Clause 1 - Entitlement
State Pension Credit Bill [Lords]
10:32 am

Photo of Mr Tim Boswell

Mr Tim Boswell (Daventry, Conservative)

Thank you, Mr. Griffiths, for starting us off on a good note. The amendments are possibly both trivial and profound simultaneously—trivial because they relate to a piece of nomenclature and drafting, and profound in that they expose some of the details and equivocations of the strategy behind the Bill.

It is obvious, even to a casual observer, that amendments Nos. 9, 10, 11 and 12 all have the same effect in their different places—to leave out ''state'' in state pension credit. It is not easy or even possible to amend the short or long title or, indeed, any of the rubrics to a Bill, such as that which appears on line 1:

''State pension credit: entitlement and amount''.

One can only amend the text of the Bill. The amendments seek to probe an apparently minor matter—what the benefits to be derived from the Bill will be called. It is odd that the word ''state'' is inserted before the words ''pension credit'', not least because Ministers made it clear in the points of guidance, including the Select Committee Report, that the benefit would be called the pension credit. We now find that it has an unnecessarily long and pompous title in the formal presentation.

I also have reservations about why the benefit is called a state credit. I rehearse each day whether I understand how the Bill works, and I think that I do—at least for parts of the day.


Exercise: Look through the material below. Return exactly the lines from the one with "You are a GUI" through the one with "The width and", both included.

Records shown:
******************************
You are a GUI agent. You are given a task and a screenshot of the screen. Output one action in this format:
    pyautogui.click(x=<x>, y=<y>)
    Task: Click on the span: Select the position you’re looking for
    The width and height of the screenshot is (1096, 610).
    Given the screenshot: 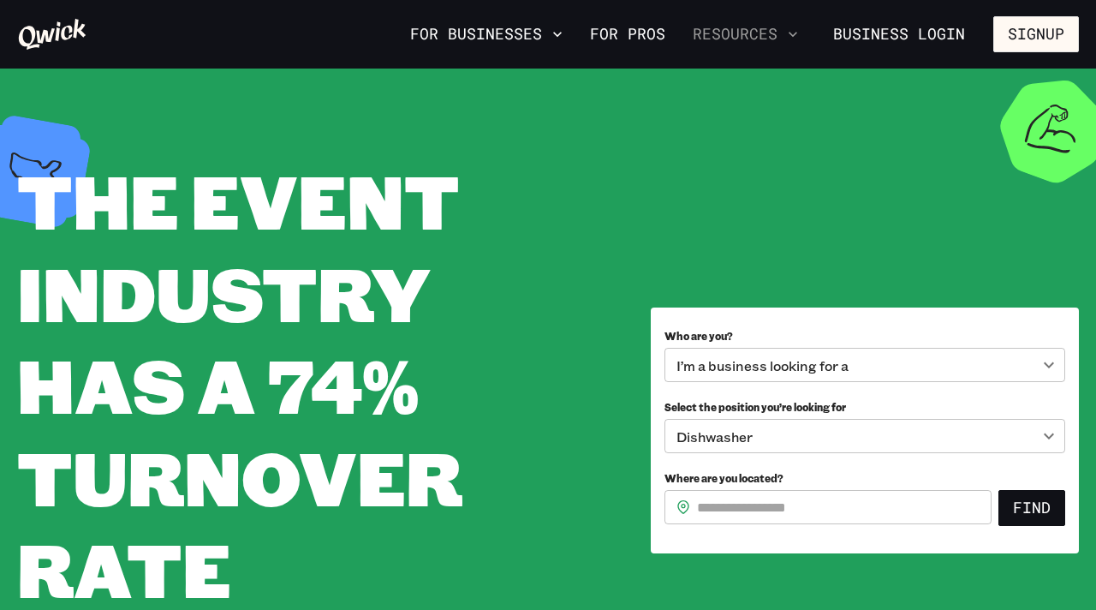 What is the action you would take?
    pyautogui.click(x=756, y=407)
******************************
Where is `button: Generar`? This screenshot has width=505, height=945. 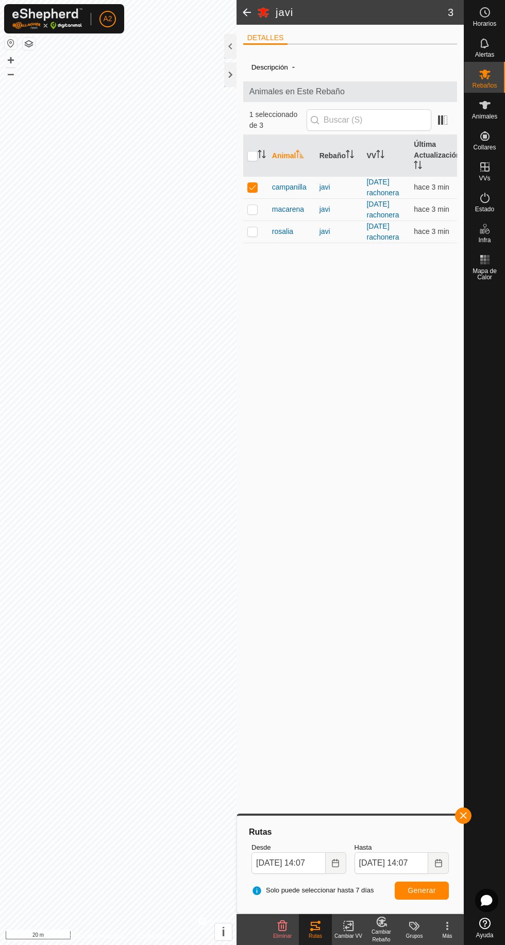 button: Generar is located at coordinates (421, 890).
******************************
Task output:
You are a GUI agent. You are given a task and a screenshot of the screen. Output one action in this format:
    pyautogui.click(x=<x>, y=<y>)
    Task: Click on the span: Select the position you’re looking for
    The width and height of the screenshot is (1096, 610).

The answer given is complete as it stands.